[7] Karl von Gebler (Galileo), p. 13.
[8] It is of course the "silver lining" of clouds that outside observers see.
[9] L.U.K., Life of Galileo, p. 26.
[10] Note added September, 1892. News from the Lick Observatory makes a very small fifth satellite not improbable.
[11] They remained there till this century. In 1835 they were quietly dropped.
[12] It was invented by van Helmont, a Belgian chemist, who died in 1644. He suggested two names gas and blas, and the first has survived. Blas was, I suppose, from blasen, to blow, and gas seems to be an attempt to get at the Sanskrit root underlying all such words as geist.
[13] Such as this, among many others:—The duration of a flame under different conditions is well worth determining. A spoonful of warm spirits of wine burnt 116 pulsations. The same spoonful of spirits of wine with addition of one-sixth saltpetre burnt 94 pulsations. With one-sixth common salt, 83; with one-sixth gunpowder, 110; a piece of wax in the middle of the spirit, 87; a piece of Kieselstein, 94; one-sixth water, 86; and with equal parts water, only 4 pulse-beats. This, says Liebig, is given as an example of a "licht-bringende Versuch."
[14] Draper, History of Civilization in Europe, vol. ii. p. 259.
[15] Professor Knight's series of Philosophical Classics.
[16] To explain why the entire system, horse and cart together, move forward, the forces acting on the ground must be attended to.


**ASSIGNMENT:** Go through the material and copy each line in which the word "Strassberg" shows up.

★ ★ ★ ★

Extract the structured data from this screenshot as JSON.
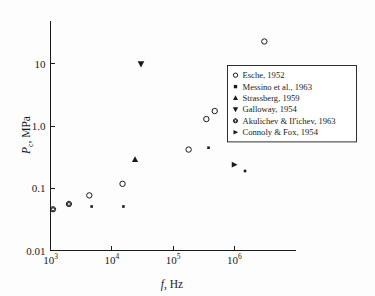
{
  "chart_data": {
    "type": "scatter",
    "title": "",
    "xlabel": "f, Hz",
    "xlabel_symbol": "f",
    "xlabel_unit": ", Hz",
    "ylabel": "Pc, MPa",
    "ylabel_symbol": "P",
    "ylabel_sub": "c",
    "ylabel_unit": ", MPa",
    "xscale": "log",
    "yscale": "log",
    "xlim": [
      1000,
      10000000
    ],
    "ylim": [
      0.01,
      50
    ],
    "grid": false,
    "xticks": [
      {
        "value": 1000,
        "base": "10",
        "exp": "3"
      },
      {
        "value": 10000,
        "base": "10",
        "exp": "4"
      },
      {
        "value": 100000,
        "base": "10",
        "exp": "5"
      },
      {
        "value": 1000000,
        "base": "10",
        "exp": "6"
      }
    ],
    "yticks": [
      {
        "value": 0.01,
        "label": "0.01"
      },
      {
        "value": 0.1,
        "label": "0.1"
      },
      {
        "value": 1.0,
        "label": "1.0"
      },
      {
        "value": 10,
        "label": "10"
      }
    ],
    "legend_position": "upper right",
    "series": [
      {
        "name": "Esche, 1952",
        "marker": "circle-open",
        "points": [
          {
            "x": 15000,
            "y": 0.118
          },
          {
            "x": 4300,
            "y": 0.077
          },
          {
            "x": 180000,
            "y": 0.42
          },
          {
            "x": 350000,
            "y": 1.3
          },
          {
            "x": 480000,
            "y": 1.75
          },
          {
            "x": 3100000,
            "y": 23.0
          }
        ]
      },
      {
        "name": "Messino et al., 1963",
        "marker": "square-filled",
        "points": [
          {
            "x": 1000000,
            "y": 0.7
          }
        ]
      },
      {
        "name": "Strassberg, 1959",
        "marker": "triangle-up-filled",
        "points": [
          {
            "x": 24000,
            "y": 0.29
          }
        ]
      },
      {
        "name": "Galloway, 1954",
        "marker": "triangle-down-filled",
        "points": [
          {
            "x": 30000,
            "y": 10.0
          }
        ]
      },
      {
        "name": "Akulichev & Il'ichev, 1963",
        "marker": "star-circle-open",
        "points": [
          {
            "x": 1100,
            "y": 0.046
          },
          {
            "x": 2000,
            "y": 0.056
          }
        ]
      },
      {
        "name": "Connoly & Fox, 1954",
        "marker": "triangle-right-filled",
        "points": [
          {
            "x": 1000000,
            "y": 0.24
          }
        ]
      },
      {
        "name": "unlabeled-small",
        "marker": "asterisk-small",
        "legend": false,
        "points": [
          {
            "x": 4700,
            "y": 0.051
          },
          {
            "x": 15500,
            "y": 0.051
          },
          {
            "x": 380000,
            "y": 0.45
          },
          {
            "x": 1500000,
            "y": 0.19
          }
        ]
      }
    ],
    "legend_entries": [
      {
        "label": "Esche, 1952",
        "marker": "circle-open"
      },
      {
        "label": "Messino et al., 1963",
        "marker": "square-filled"
      },
      {
        "label": "Strassberg, 1959",
        "marker": "triangle-up-filled"
      },
      {
        "label": "Galloway, 1954",
        "marker": "triangle-down-filled"
      },
      {
        "label": "Akulichev & Il'ichev, 1963",
        "marker": "star-circle-open"
      },
      {
        "label": "Connoly & Fox, 1954",
        "marker": "triangle-right-filled"
      }
    ],
    "colors": {
      "marker": "#1a1a1a",
      "axis": "#1a1a1a",
      "background": "#fdfdfd"
    }
  }
}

★ ★ ★ ★

**RESULT OF THIS TASK:**
        "name": "Strassberg, 1959",
        "label": "Strassberg, 1959",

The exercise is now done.